In recent years it’s been the loud and grand-splashing v-shape of the Manu that’s practised and perfected at our swimming spots.
And for the first time this summer, one practised plunger will be crowned world champion following the Z Manu World Champs, a national competition where some 5,000 dive bombs will be judged by Olympic-level technology.
Events across the country will rate contestants on splash size using video software first used to measure the ripples from Olympic high-divers, developed with support from AUT Biomechanics professor Patria Hume.
This time, the software will be looking for who can make the biggest splash.
But though the event organiser Scott Rice said the main goal was to encourage a bit of active fun, it also shines a light on New Zealand’s drowning record and the populations who are particularly affected.
New Zealanders love getting in the water, but it doesn’t mean they’re safe about it.
In 2022, there were 94 drownings – the highest number in a decade. So far there have been 69 drownings in 2023, the same number as this time last year.
The vast majority of those are male (85 percent in 2022).
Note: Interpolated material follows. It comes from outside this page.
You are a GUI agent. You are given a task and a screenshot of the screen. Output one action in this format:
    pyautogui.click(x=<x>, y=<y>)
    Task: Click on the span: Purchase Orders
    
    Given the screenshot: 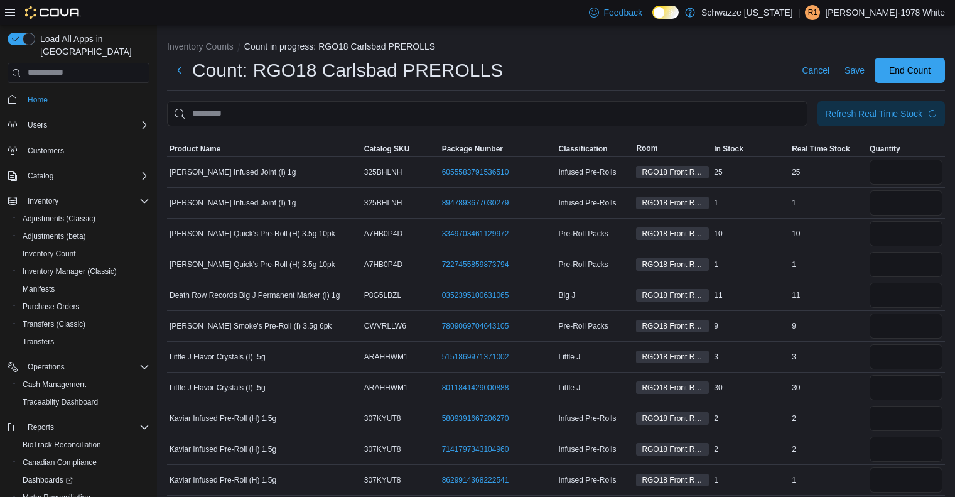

Those aged over 55 had the highest numbers on record, with most incidents while out on boats.
But a large number of fatalities also occur in rivers or while swimming.
Water Safety New Zealand found New Zealand has a high drowning rate compared with other countries in the OECD.
During the 2010s, the rate was between 1.7 per 100,000 of population, compared with 1.1 in Australia and 1.3 in Canada.
And it’s not an issue that cuts equally across the population, with 31 percent of all drowning fatalities in 2021 being Māori, despite Māori only representing 17 percent of the total population.
Rice put together the event after a long personal history of organising water recreation events. He created the Ocean Swim Series, New Zealand’s largest recreational swimming event, and currently runs a yearly event in Fiji.
With a family history of Olympic-level swimmers, Rice grew up swimming and lifeguarding by the pool. He remembers spending days watching young people leap from great heights.
“I used to watch guys and girls do bombs all day,” he said. “And nowadays somewhere like Orewa Wharf is just rammed all day in the summer.”
He wanted to put together an event that would celebrate the unique Kiwiness of the Manu.
“As an island nation, we’re never too far from the ocean,” he said. “And from what I’ve seen it’s a uniquely Kiwi thing.”
There’s a global tradition of informal diving. The German arschbombe, the Triestine Horseshoe in Italy, the horsey in Australia.
But the specific v-shape of the Manu and the last-second pop that sends up an unprecedented plume of water could well be New Zealand-made.
Rice said there was an overlooked level of skill behind practitioners of the perfect Manu that he hopes will find some recognition through the event.
“There’s a lot of skill involved. It can quite often be about the height, and then timing the technique you use when you hit the water,” he said. “You learn by feel.”
The event will allow participants to choose leaping height, with adults able to choose to dive from up to eight metres.
Water safety advocate Rob Hewitt is an ambassador for the event.
He’s got his own history with facing the risks of being in water – in 2006, the ex-navy diver was lost floating at sea for 75 hours following a diving trip gone wrong off the Kāpiti Coast.
Since then, he’s been advocating for water safety, especially for Māori and Pasifika who may have a different relationship with the sea than Pākeha.
“A lot of Māori are out there working,” he said. “We’re not going to the sea to swim between the flags or sunbathe – the purpose is to get kai.”
He said the pressures of poverty and the desire to connect with traditional practises see many Māori diving for kina or crayfish, and the rising cost of a tank full of petrol to reach the coast may increase the likelihood of food gatherers heading out in choppy waters.
It’s the kind of water activity that water safety campaigns haven’t reached in the past, although Hewitt said there was a much better variety of information available nowadays.
He’s part of the Manu competition partly to continue that and spread a message of safe water recreation to a group of people that don’t necessarily get reached by traditional safety messaging.
“We’re trying to target these groups, whether it’s through TikTok or other ways,” he said. “Wherever there’s a body of water, there’s probably somebody doing a Manu – but we’re not always aware of the dangers.”
He said the answer was to check water depth and current strength before jumping, and giving previous jumpers plenty of time to get out of the way before taking your turn.
It’s also about making sure people with lower swimming ability are thinking carefully about the risk level in an activity where peer pressure plays a large role.
“Manus always were about competition,” Hewitt said. “This is just formalising it.”
Registrations opened on Wednesday for the Z Manu World Champs for five qualifier events across Wellington, Christchurch, Hamilton and Auckland. These will be followed by a final at Auckland’s Viaduct on March 9, 2024.